Getting people to say nice things about Microsoft (Linspire repo)

Les hlhowell at pacbell.net
Fri Jan 26 09:08:49 UTC 2007


On Thu, 2007-01-25 at 20:20 -0700, Craig White wrote:
> On Thu, 2007-01-25 at 19:38 -0500, Ric Moore wrote:
> > On Thu, 2007-01-25 at 07:41 -0700, Craig White wrote:
> > > On Thu, 2007-01-25 at 06:05 -0800, David Boles wrote:
> > > > 
> > > > 
> > > > Would know if Freespire has the same security flaw that Linspire has?

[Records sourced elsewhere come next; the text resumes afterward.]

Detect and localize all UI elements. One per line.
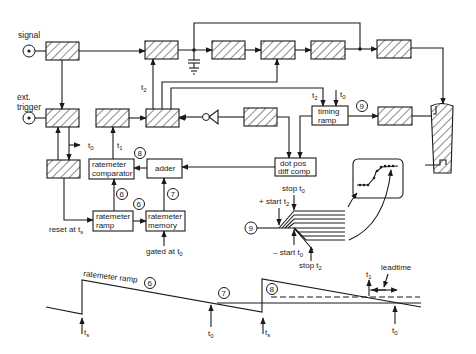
unblank-block (146, 109, 179, 127)
t0-timing-label: t0 (340, 90, 346, 100)
t2-label: t2 (141, 83, 147, 93)
timing-ramp-fan: 9 stop t0 + start t2 – start t0 stop t2 (245, 184, 345, 271)
t1-label: t1 (117, 141, 123, 151)
gated-label: gated at t0 (146, 247, 183, 257)
svg-text:6: 6 (148, 279, 153, 288)
reset-label: reset at ts (49, 225, 83, 235)
ext-trigger-label-2: trigger (17, 102, 41, 112)
circled-6-a: 6 (117, 189, 128, 200)
leadtime-label: leadtime (381, 263, 412, 272)
photomultiplier-icon (203, 110, 219, 124)
t1-block (96, 109, 129, 127)
t1-wave-label: t1 (366, 270, 372, 280)
reset-block (47, 160, 80, 178)
preamp-block (311, 41, 345, 59)
ratemeter-ramp-waveform: ratemeter ramp 6 7 8 ts t0 ts t0 (46, 263, 421, 339)
svg-text:7: 7 (171, 190, 176, 199)
ratemeter-timing-diagram: signal ext. trigger ratemeter comparator… (0, 0, 476, 354)
amp-block (261, 41, 295, 59)
stop-t0-label: stop t0 (282, 184, 306, 194)
plus-start-t2-label: + start t2 (259, 197, 290, 207)
circled-6-b: 6 (134, 199, 145, 210)
ratemeter-memory-block: ratemeter memory (146, 211, 185, 231)
svg-text:diff comp: diff comp (278, 167, 311, 176)
adder-block: adder (147, 159, 182, 178)
svg-text:6: 6 (137, 200, 142, 209)
signal-input-block (46, 42, 79, 60)
t0-label: t0 (88, 141, 94, 151)
signal-input: signal (18, 30, 46, 57)
circled-9-fan: 9 (245, 222, 257, 234)
svg-text:9: 9 (360, 102, 365, 111)
svg-text:comparator: comparator (92, 169, 133, 178)
stop-t2-label: stop t2 (299, 261, 323, 271)
signal-label: signal (18, 30, 40, 40)
t0-wave-label-1: t0 (208, 329, 214, 339)
horizontal-amp-block (378, 107, 412, 125)
svg-text:ramp: ramp (96, 221, 115, 230)
gate-block (145, 41, 178, 59)
ratemeter-comparator-block: ratemeter comparator (89, 159, 134, 179)
svg-text:memory: memory (148, 221, 177, 230)
svg-text:6: 6 (120, 190, 125, 199)
svg-text:ratemeter: ratemeter (96, 212, 131, 221)
t0-wave-label-2: t0 (392, 326, 398, 336)
ext-trigger-input: ext. trigger (17, 92, 46, 124)
vertical-amp-block (377, 40, 411, 58)
circled-7-wave: 7 (219, 288, 230, 299)
ts-label-1: ts (84, 328, 89, 338)
svg-text:ramp: ramp (318, 116, 337, 125)
circled-9-top: 9 (357, 101, 368, 112)
t2-timing-label: t2 (312, 91, 318, 101)
trigger-block (46, 109, 79, 127)
svg-text:8: 8 (138, 149, 143, 158)
svg-text:ratemeter: ratemeter (92, 160, 127, 169)
delay-block (212, 41, 245, 59)
circled-6-wave: 6 (145, 278, 156, 289)
photo-amp-block (244, 108, 277, 126)
dot-pos-diff-comp-block: dot pos diff comp (275, 158, 316, 176)
svg-text:7: 7 (222, 289, 227, 298)
ts-label-2: ts (265, 328, 270, 338)
svg-text:9: 9 (249, 224, 254, 233)
svg-text:ratemeter: ratemeter (148, 212, 183, 221)
ext-trigger-label-1: ext. (17, 92, 31, 102)
circled-8-wave: 8 (267, 284, 278, 295)
circled-8-block: 8 (135, 148, 146, 159)
crt-display-inset (348, 159, 403, 240)
minus-start-t0-label: – start t0 (273, 248, 304, 258)
svg-text:adder: adder (155, 164, 176, 173)
circled-7-block: 7 (168, 189, 179, 200)
svg-text:timing: timing (318, 107, 339, 116)
ratemeter-ramp-wave-label: ratemeter ramp (83, 269, 139, 285)
svg-text:8: 8 (270, 285, 275, 294)
ratemeter-ramp-block: ratemeter ramp (93, 211, 133, 231)
timing-ramp-block: timing ramp (312, 106, 348, 125)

> > > > Everything by design in Linspire is run as 'root'. The GUI desktop. The
> > > > applications. The whole thing. Just like Windows does.
> > > ----
> > > Like Ric & Gene
> > > 
> > > Craig
> > 
> > You just had to go there, huh? <chuckles> 
> > 
> > Gene, Les, Tim and I must have been separated at birth, so our
> > coinciding use of the root user is just a sign of that. That plus older
> > vehicles with no computers nor smog controls on them, just belching
> > excess gas and carbon into the ozone the way God intended an American
> > Make to do; though side-pipes to scorch the pavement, a proper
> > gear-ratio to spin the tires and to scare the neighborhood into a hasty
> > retreats while shooing the children to safety. All of that while
> > stone-cold sober. OOH-RAH! 
> > 
> > <Hi-fives Gene + Les> + <smirks> Ric
> ----
> I don't recall Les ever sounding in on whether he logs into the GUI
> desktop as root - perhaps he does but I think not. I wouldn't know about
> Tim.
> 
> I do see Gene complaining about things that he thinks didn't get
> installed properly where no one else has had those issues and I think
> they relate to his continual operation as root, especially building
> packages as root.
> 
> It strikes me as a lazy habit and once someone has settled in to this
> habit, they will not give it up easily. Reminds me of the adage that
> people will purchase emotionally and try to defend their purchase
> rationally.
> 
> I am sort of amused by the adoption of procedure on various OS's - where
> Windows installs the first user as superuser and this user must actually
> labor to create new user accounts and remove the administrative role
> from the first user account. Fedora first boot asks you to create the
> unprivileged user account and some users log in as super user anyway.
> 
> It's clear that the reason that Windows sets the normal user account to
> superuser privileges because they want to appeal to the non-technical
> users who simply want to turn on a computer and start using it right
> away. The penalty for that is that this user must run firewalls that ask
> questions the user doesn't understand, employ anti-virus software that
> this user probably won't verify is being updated and hopefully, when the
> subscription based update service expires, handholds the user into
> repurchase and gets it updated.
> 
> Clearly this is the market that Linspire is seeking which is why they
> also run as superuser.
> 
> Linux has traditionally followed the UNIX methodology where the least
> privileges necessary to function and Fedora / Red Hat has embraced this
> principle closely and has helped to develop the tools necessary to allow
> the user to function and obtain privileges if/when necessary/possible.
> 
> In the end however, it is still your system and of course, you are
> entitled to use however you see fit including disabling SELinux, build
> packages as root, run GUI as root, etc. I guess that the thing that
> clinches it for me is the people whose opinions I most respect suggest
> the above is not good practice.
> 
> Craig
> 
Sorry, Ric,
	In this case Craig is right.  I do not run as superuser.  I run as a
liddle ole' normla user (sic).  I have found that my stumbling fingers
stumble into some nasties all by them selves as root that I then have to
try to figure out what I did and why it had those precise consequences.